Ribbons
There are ribbons for everything now, right? Red for HIV. Or for HIV awareness, or research, or living with HIV. White is confusing, especially when there is a purple ribbon in the mix. And pink is for breast cancer, or for breast cancer survivors. I realized last night after I made the mistake of typing "breast cancer" and "support" into a google search that I'm not sure who gets the ribbon. Certainly a very large number of the sites were for survivors, fewer for "women who have survived or are currently undergoing treatment for breast cancer", and none that I got to which were exclusively about or for people right in the thick of it - which, I realize now that I think about it, may have as much to do with those folks being too sick and too tired to maintain any kind of dynamic web presence. Doesn't it seem like the nice thing to do would be for the survivors to maintain a site for people who are surviving but maybe not done enough to be survivors?
The country loves a survivor, more than they love an underdog in fact. Underdogs who don't bust out are just losers. Survivors are something much better. Survivor means you lived through it and then you came back. The coming back is crucial. What you come back to is of course defined, perhaps implicitly even to themselves, by the people who are making the judgment.
What? That's not fair you say? Yeah, I suppose it's not.
Do you get a pink ribbon if you survive your cancer but you're pissed off? Do you get a pink ribbon if you survive but you don't make a huge comeback, you don't get all the way back up on whatever horse it is the world thinks you should be on. Do you get a pink ribbon if your breast cancer goes into remission and you decide your husband's idea of "support", which included grudgingly washing about one sinkful of dishes per week and saying things like "hey sweetie, I sure hope you get better soon 'cause I miss your turkey pot pie" is as worthless as he is and divorce the bastard only to end up making less money and needing your friends' and family's support again? Do you get a pink ribbon if you don't come out BETTER than you went in?
I wonder about these things.
Yesterday, Molly Ivins died, my sister had a biopsy of a lump in her breast (which was not the lump my sister found on her self exam but a lump the doctor found after dismissing the one my sister found), and I was told a good friend of mine has breast cancer.
My sister's test was negative. No pathology, but apparently based on the mechanics of the thing they've declared her boob nontumored. I truly and deeply believe if they had stuck a needle in a man's nuts (or even just the one nut) that what was removed would have been sealed up and shipped off for cytological testing, a background check, and held on $100,000 bail until a judge and jury of the most overpaid experts could determine it was totally not dangerous. Since there were no nuts involved and just titties, the people doing the biopsy were able to discern all was normal and good just by looking at the fluid and at the way the mass collapsed post, er, specimen collection.
Thank god the diagnostic protocols for breast cancer spare the patient's insurance company the difficulty and discomfort of a not terribly expensive glance at some boob fluid under a microscope.
My friend did not have normal good results. She is very independent and prizes her solitude. I called her after hearing from my (our) advisor (C____) and I got her voicemail. Because she is even more direct a communicator than I am, I figured no point in pussyfooting. My message went something like "Hey....I talked to C___ today and I heard you have breast cancer."
Because what the fuck else are you gonna say? I tried to wait to call her until I could say the words without feeling my throat close up. I know, treatment's better these days, earlier detection means a better prognosis. I know that. I also know that she's very independent and has a very hard time asking for or accepting certain kinds of help.
I've spent the day since I heard about this alternately mad (for not much identifiable reason) and sad. A very large amount of my reaction, I am embarassed to say, is quite selfish. I want to be strong enough to say (and mean) "I will do whatever you need me to, whenever it is needed" to her. And I couldn't.
Hence my internet search.
I do not want to commit what I personally believe is one of the cardinal sins of offering or giving token help. Also, I don't want to end up trying to give more help than I am physically able and getting fucked for that (yeah, it could happen, like the time I went up to boston to help my brother out and ended up too sick to drive home...this particular friend in fact was the person who came to my rescue that time). Since these days I'm about 1/3-1/2 of what I used to be in terms of sheer physical usefulness even to myself, I was trying to think of what possible ways I might be useful for my friend. What can I offer her that is useful, needed, and that I will be able to do?
So I hit the internet looking for some seriously practical info on what folks "in the thick of it" find helpful in terms of support because while I can try to imagine what I might find helpful (and then try to decide what I can even do of that set of things), that speculation would be based on my subjective experience and my subjective experience does not include being diagosed with or treated for breast cancer, so it's insufficient.
Let me tell you, there's a lot of not terribly practical information out there. Even here, which seemed to fit the bill and where they at least mentioned "practical assistance" along with "emotional support", I found more generality and vague references to support as a sort of concept and state of being than I found actual useful information. How about an article like "'A list of best ways people helped out during my chemo', by someone who has/had breast cancer"?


> **What to do**
Leave out the pictures and restate every entry word for word.

*** Provided records

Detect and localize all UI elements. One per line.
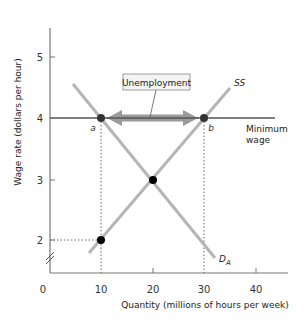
supply-curve-label: SS	[234, 78, 245, 88]
y-tick-label-2: 2	[37, 235, 43, 246]
y-tick-label-3: 3	[37, 175, 43, 186]
x-tick-label-30: 30	[198, 284, 211, 295]
demand-curve-label-sub: A	[225, 259, 231, 267]
unemployment-arrow-icon	[107, 110, 198, 126]
unemployment-label: Unemployment	[122, 78, 192, 88]
supply-curve	[89, 88, 230, 253]
y-tick-label-5: 5	[37, 52, 43, 63]
demand-curve-label-main: D	[219, 254, 226, 264]
unemployment-leader	[150, 90, 156, 117]
y-axis-title: Wage rate (dollars per hour)	[13, 58, 23, 186]
x-tick-label-0: 0	[40, 284, 46, 295]
demand-curve-label: DA	[219, 254, 231, 267]
x-tick-label-40: 40	[250, 284, 263, 295]
point-supply-10-2	[97, 236, 105, 244]
x-tick-label-10: 10	[95, 284, 108, 295]
point-b	[200, 114, 208, 122]
demand-curve	[73, 84, 215, 258]
point-a-label: a	[90, 123, 96, 133]
point-equilibrium	[149, 176, 157, 184]
point-b-label: b	[208, 123, 214, 133]
y-tick-label-4: 4	[37, 113, 43, 124]
x-axis-title: Quantity (millions of hours per week)	[121, 300, 288, 310]
chart: 5 4 3 2 0 10 20 30 40 Quantity (millions…	[0, 0, 305, 328]
minimum-wage-label-line2: wage	[246, 135, 271, 145]
point-a	[97, 114, 105, 122]
x-tick-label-20: 20	[147, 284, 160, 295]
minimum-wage-label-line1: Minimum	[246, 124, 288, 134]
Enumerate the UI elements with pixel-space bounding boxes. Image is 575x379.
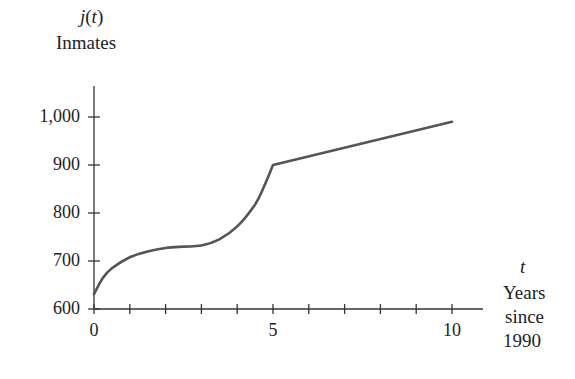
x-axis-label-line-1: Years bbox=[503, 282, 545, 304]
x-axis-label-line-3: 1990 bbox=[503, 330, 541, 352]
y-tick-label: 700 bbox=[10, 250, 80, 271]
axes bbox=[94, 86, 483, 309]
x-axis-variable-label: t bbox=[520, 256, 525, 278]
x-axis-label-line-2: since bbox=[505, 306, 544, 328]
y-axis-function-label: j(t) bbox=[80, 6, 103, 28]
data-line-j-of-t bbox=[94, 122, 452, 294]
y-tick-label: 1,000 bbox=[10, 106, 80, 127]
y-tick-label: 800 bbox=[10, 202, 80, 223]
y-tick-label: 600 bbox=[10, 298, 80, 319]
y-tick-label: 900 bbox=[10, 154, 80, 175]
x-tick-label: 0 bbox=[74, 320, 114, 341]
x-tick-label: 5 bbox=[253, 320, 293, 341]
y-axis-label: Inmates bbox=[56, 32, 116, 54]
x-tick-label: 10 bbox=[432, 320, 472, 341]
tick-marks bbox=[88, 117, 452, 314]
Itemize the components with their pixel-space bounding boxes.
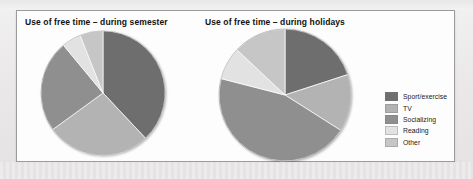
- legend-item-label: Socializing: [403, 116, 436, 123]
- pie-chart-holidays: [217, 27, 353, 163]
- legend-swatch: [385, 126, 398, 135]
- legend-item-label: Other: [403, 139, 420, 146]
- legend-item: Socializing: [385, 114, 447, 125]
- legend-swatch: [385, 115, 398, 124]
- legend-swatch: [385, 92, 398, 101]
- scanned-page-background: Use of free time – during semester Use o…: [0, 0, 473, 179]
- legend-item-label: TV: [403, 105, 412, 112]
- figure-panel: Use of free time – during semester Use o…: [16, 10, 455, 162]
- legend-item: Sport/exercise: [385, 91, 447, 102]
- legend-item: TV: [385, 102, 447, 113]
- chart-title-semester: Use of free time – during semester: [25, 17, 168, 27]
- legend-swatch: [385, 104, 398, 113]
- legend-item-label: Sport/exercise: [403, 93, 447, 100]
- legend-swatch: [385, 138, 398, 147]
- chart-title-holidays: Use of free time – during holidays: [205, 17, 345, 27]
- legend-item: Reading: [385, 125, 447, 136]
- chart-legend: Sport/exerciseTVSocializingReadingOther: [385, 91, 447, 148]
- pie-svg-semester: [39, 29, 167, 157]
- pie-svg-holidays: [217, 27, 353, 163]
- legend-item-label: Reading: [403, 127, 429, 134]
- pie-chart-semester: [39, 29, 167, 157]
- legend-item: Other: [385, 137, 447, 148]
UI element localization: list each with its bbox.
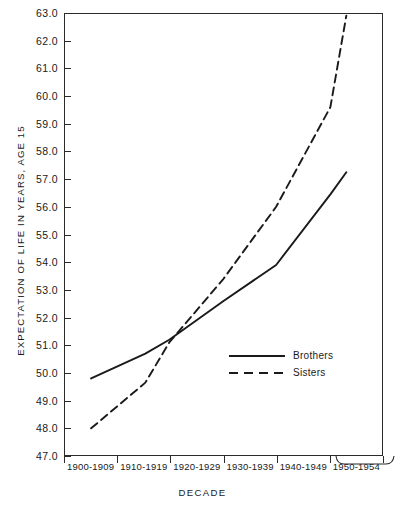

******

> **Exercise output**
Detect and localize all UI elements. One per line.
supply-curve-label: SS	[234, 78, 245, 88]
y-tick-label-2: 2	[37, 235, 43, 246]
y-tick-label-3: 3	[37, 175, 43, 186]
x-tick-label-30: 30	[198, 284, 211, 295]
demand-curve-label-sub: A	[225, 259, 231, 267]
unemployment-arrow-icon	[107, 110, 198, 126]
unemployment-label: Unemployment	[122, 78, 192, 88]
supply-curve	[89, 88, 230, 253]
y-tick-label-5: 5	[37, 52, 43, 63]
demand-curve-label-main: D	[219, 254, 226, 264]
unemployment-leader	[150, 90, 156, 117]
y-axis-title: Wage rate (dollars per hour)	[13, 58, 23, 186]
x-tick-label-0: 0	[40, 284, 46, 295]
demand-curve-label: DA	[219, 254, 231, 267]
x-tick-label-40: 40	[250, 284, 263, 295]
point-supply-10-2	[97, 236, 105, 244]
x-tick-label-10: 10	[95, 284, 108, 295]
point-b	[200, 114, 208, 122]
demand-curve	[73, 84, 215, 258]
point-a-label: a	[90, 123, 96, 133]
point-equilibrium	[149, 176, 157, 184]
point-b-label: b	[208, 123, 214, 133]
y-tick-label-4: 4	[37, 113, 43, 124]
x-axis-title: Quantity (millions of hours per week)	[121, 300, 288, 310]
chart: 5 4 3 2 0 10 20 30 40 Quantity (millions…	[0, 0, 305, 328]
minimum-wage-label-line2: wage	[246, 135, 271, 145]
point-a	[97, 114, 105, 122]
x-tick-label-20: 20	[147, 284, 160, 295]
minimum-wage-label-line1: Minimum	[246, 124, 288, 134]
Enumerate the UI elements with pixel-space bounding boxes. Image is 575x379.
x-axis-label-line-1: Years bbox=[503, 282, 545, 304]
x-axis-label-line-3: 1990 bbox=[503, 330, 541, 352]
y-tick-label: 700 bbox=[10, 250, 80, 271]
axes bbox=[94, 86, 483, 309]
x-axis-variable-label: t bbox=[520, 256, 525, 278]
x-axis-label-line-2: since bbox=[505, 306, 544, 328]
y-axis-function-label: j(t) bbox=[80, 6, 103, 28]
data-line-j-of-t bbox=[94, 122, 452, 294]
y-tick-label: 1,000 bbox=[10, 106, 80, 127]
y-tick-label: 800 bbox=[10, 202, 80, 223]
y-tick-label: 600 bbox=[10, 298, 80, 319]
y-tick-label: 900 bbox=[10, 154, 80, 175]
x-tick-label: 0 bbox=[74, 320, 114, 341]
x-tick-label: 5 bbox=[253, 320, 293, 341]
y-axis-label: Inmates bbox=[56, 32, 116, 54]
x-tick-label: 10 bbox=[432, 320, 472, 341]
tick-marks bbox=[88, 117, 452, 314]
Itemize the components with their pixel-space bounding boxes.
- legend-item-label: Socializing: [403, 116, 436, 123]
- pie-chart-holidays: [217, 27, 353, 163]
- legend-swatch: [385, 126, 398, 135]
- legend-item-label: Other: [403, 139, 420, 146]
- legend-item: Socializing: [385, 114, 447, 125]
- legend-swatch: [385, 115, 398, 124]
- legend-swatch: [385, 92, 398, 101]
- scanned-page-background: Use of free time – during semester Use o…: [0, 0, 473, 179]
- legend-item-label: TV: [403, 105, 412, 112]
- figure-panel: Use of free time – during semester Use o…: [16, 10, 455, 162]
- legend-item: Sport/exercise: [385, 91, 447, 102]
- legend-item: TV: [385, 102, 447, 113]
- chart-title-semester: Use of free time – during semester: [25, 17, 168, 27]
- legend-swatch: [385, 104, 398, 113]
- legend-item-label: Sport/exercise: [403, 93, 447, 100]
- legend-swatch: [385, 138, 398, 147]
- chart-title-holidays: Use of free time – during holidays: [205, 17, 345, 27]
- legend-item: Reading: [385, 125, 447, 136]
- chart-legend: Sport/exerciseTVSocializingReadingOther: [385, 91, 447, 148]
- pie-svg-semester: [39, 29, 167, 157]
- pie-svg-holidays: [217, 27, 353, 163]
- legend-item-label: Reading: [403, 127, 429, 134]
- pie-chart-semester: [39, 29, 167, 157]
- legend-item: Other: [385, 137, 447, 148]
UI element localization: list each with its bbox.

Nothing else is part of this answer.